The vision and promise of the Universal Declaration of Human Rights are under considerable strain, the top United Nations human rights official said last Thursday, calling the response to the threat of terrorism "confused". Speaking in Geneva on the eve of International Human Rights Day, Louise Arbour, High Commissioner for Human Rights, said that today, "Few of us are free from fear; many of us are still not free from want. The sinister shadow of terrorism is generating a confused response, unanchored in the principles that have guided us in the search for a proper balance between our desire for collective security and our need for liberty and individual freedom". Mrs. Arbour underlined that the United Nations High-Level Panel on Threats, Challenges and Change had captured well the global threats the world faces. "International terrorist groups prey on weak States for sanctuary", she said. "Their recruitment is aided by grievances nurtured by poverty, foreign occupation and the absence of human rights and democracy; by religious and other intolerance; and by civil violence - a witch's brew common to those areas where civil war and regional conflict intersect".
UNITED NATIONS
Press Release
9 December 2004
The vision and promise of the Universal Declaration of Human Rights are
under considerable strain, the top United Nations human rights official
said Thursday, calling the response to the threat of terrorism "confused".
Speaking in Geneva on the eve of International Human Rights Day, Louise
Arbour, High Commissioner for Human Rights, said that today, "Few of us
are free from fear; many of us are still not free from want. The sinister
shadow of terrorism is generating a confused response, unanchored in the
principles that have guided us in the search for a proper balance between
our desire for collective security and our need for liberty and individual
freedom".
"The vision and the promise contained in the Universal Declaration of
Human Rights are under considerable strain", she said.
Mrs. Arbour underlined that the United Nations High-Level Panel on
Threats, Challenges and Change had captured well the global threats the
world faces. "International terrorist groups prey on weak States for
sanctuary", she said. "Their recruitment is aided by grievances nurtured
by poverty, foreign occupation and the absence of human rights and
democracy; by religious and other intolerance; and by civil violence - a
witch's brew common to those areas where civil war and regional conflict
intersect".
The High Commissioner cautioned against becoming "prisoners of a culture
of fear and an ideology of exclusion and arrogance". "More than ever", she
said, "the international human rights agenda creates a forum, may be the
only universal forum, in which conflicting views, aspirations and beliefs
of a most fundamental nature can confront each other in a respectful
environment".
She continued: "We must preserve the space that we have created, through
our international human rights instruments and institutions, for this
interaction to take place. And we must embrace the future boldly as we
seek to improve these instruments and institutions."
Much depends on the readiness of the international community to act on its
responsibilities, Mrs. Arbour said. She urged all Member States to ensure
that the principles enshrined in the Universal Declaration on 10 December
1948 are properly promoted and protected.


* _Task requirements_:
As you print the data below, keep every line exactly as it is and leave the images behind.

* _Element data from apps and pages_:
+===+

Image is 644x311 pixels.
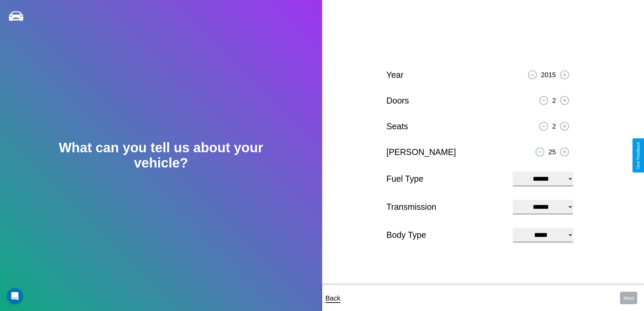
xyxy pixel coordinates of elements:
[386,227,506,242] p: Body Type
[386,144,456,160] p: [PERSON_NAME]
[7,287,23,304] iframe: Intercom live chat
[326,292,340,304] p: Back
[541,69,556,81] p: 2015
[386,93,409,108] p: Doors
[636,142,641,169] div: Give Feedback
[386,67,404,83] p: Year
[552,94,555,107] p: 2
[32,140,289,171] h2: What can you tell us about your vehicle?
[386,199,506,214] p: Transmission
[386,171,506,186] p: Fuel Type
[548,146,555,158] p: 25
[386,119,408,134] p: Seats
[620,292,637,304] button: Next
[552,120,555,132] p: 2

+===+

* _Output for this task_:
Image is 644x311 pixels.
xyxy pixel coordinates of elements:
[386,227,506,242] p: Body Type
[386,144,456,160] p: [PERSON_NAME]
[7,287,23,304] iframe: Intercom live chat
[326,292,340,304] p: Back
[541,69,556,81] p: 2015
[386,93,409,108] p: Doors
[636,142,641,169] div: Give Feedback
[386,67,404,83] p: Year
[552,94,555,107] p: 2
[32,140,289,171] h2: What can you tell us about your vehicle?
[386,199,506,214] p: Transmission
[386,171,506,186] p: Fuel Type
[548,146,555,158] p: 25
[386,119,408,134] p: Seats
[620,292,637,304] button: Next
[552,120,555,132] p: 2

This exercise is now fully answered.